Chicago’s most important news of the day, delivered every weekday afternoon. Plus, a bonus issue on Saturdays that dives into the city’s storied history.

Here’s some perfect weather to start your weekend: This afternoon will be sunny with a high near 82 degrees. Tonight’s low will be around 66. Tomorrow, we’ll see more sunshine with a high near 84, and Sunday will be mostly clear, with a chance for some rain in the afternoon and a high around 83 degrees.

Top story

Hang-ups, lies and wrong numbers: Contact tracers’ uphill fight against COVID-19

A woman in Little Village sobs after learning she is the latest member of her family to test positive for COVID-19. She fears she won’t be able to take care of her grandson.

A worker at a West Side food-processing company explains how no precautions are taken to protect employees who are herded into a small room to punch time cards.
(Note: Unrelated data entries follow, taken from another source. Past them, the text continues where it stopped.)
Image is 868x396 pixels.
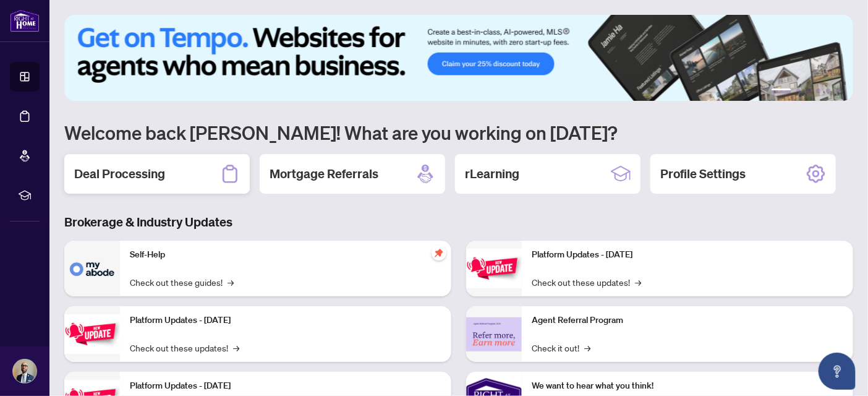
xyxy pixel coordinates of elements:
[466,318,522,352] img: Agent Referral Program
[13,360,36,383] img: Profile Icon
[532,248,843,262] p: Platform Updates - [DATE]
[130,379,441,393] p: Platform Updates - [DATE]
[130,275,234,289] a: Check out these guides!→
[532,341,590,355] a: Check it out!→
[64,241,120,297] img: Self-Help
[532,314,843,328] p: Agent Referral Program
[806,88,811,94] button: 3
[64,121,853,144] h1: Welcome back [PERSON_NAME]! What are you working on [DATE]?
[826,88,831,94] button: 5
[130,248,441,262] p: Self-Help
[10,9,40,33] img: logo
[532,379,843,393] p: We want to hear what you think!
[64,314,120,354] img: Platform Updates - September 16, 2025
[233,341,239,355] span: →
[584,341,590,355] span: →
[465,165,519,182] h2: rLearning
[819,353,856,390] button: Open asap
[64,15,853,101] img: Slide 0
[270,165,378,182] h2: Mortgage Referrals
[661,165,745,182] h2: Profile Settings
[816,88,821,94] button: 4
[227,275,234,289] span: →
[130,314,441,328] p: Platform Updates - [DATE]
[431,245,447,261] span: pushpin
[772,88,792,94] button: 1
[796,88,801,94] button: 2
[130,341,239,355] a: Check out these updates!→
[635,275,641,289] span: →
[64,214,853,231] h3: Brokerage & Industry Updates
[532,275,641,289] a: Check out these updates!→
[74,165,165,182] h2: Deal Processing
[836,88,841,94] button: 6
[466,249,522,288] img: Platform Updates - June 23, 2025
A young woman is frustrated that the customers at her small Lake County store won’t socially distance or wear masks.

These are stories told to contact tracers, the people who investigate interactions between those infected with COVID-19 and their family, friends or anyone else potentially exposed to the virus. The aim: to identify and isolate infected people before they spread the virus.

Hundreds of millions of dollars of federal money is being funneled to health departments across Illinois to hire hundreds of contact tracers. The state says robust contact tracing of at least 90 percent of reported cases within 24 hours of a diagnosis is necessary to be able to safely reopen. But officials admit that’s not happening in suburban Cook County, for example. And it’s not clear which local health departments are meeting that goal.

Months into the pandemic, the state is still “in the middle of” compiling data on the extent of local efforts, a spokeswoman for Gov. J.B. Pritzker’s health department said. State health officials now say the contact tracing goal was a guideline rather than a requirement for communities to partially reopen this past spring.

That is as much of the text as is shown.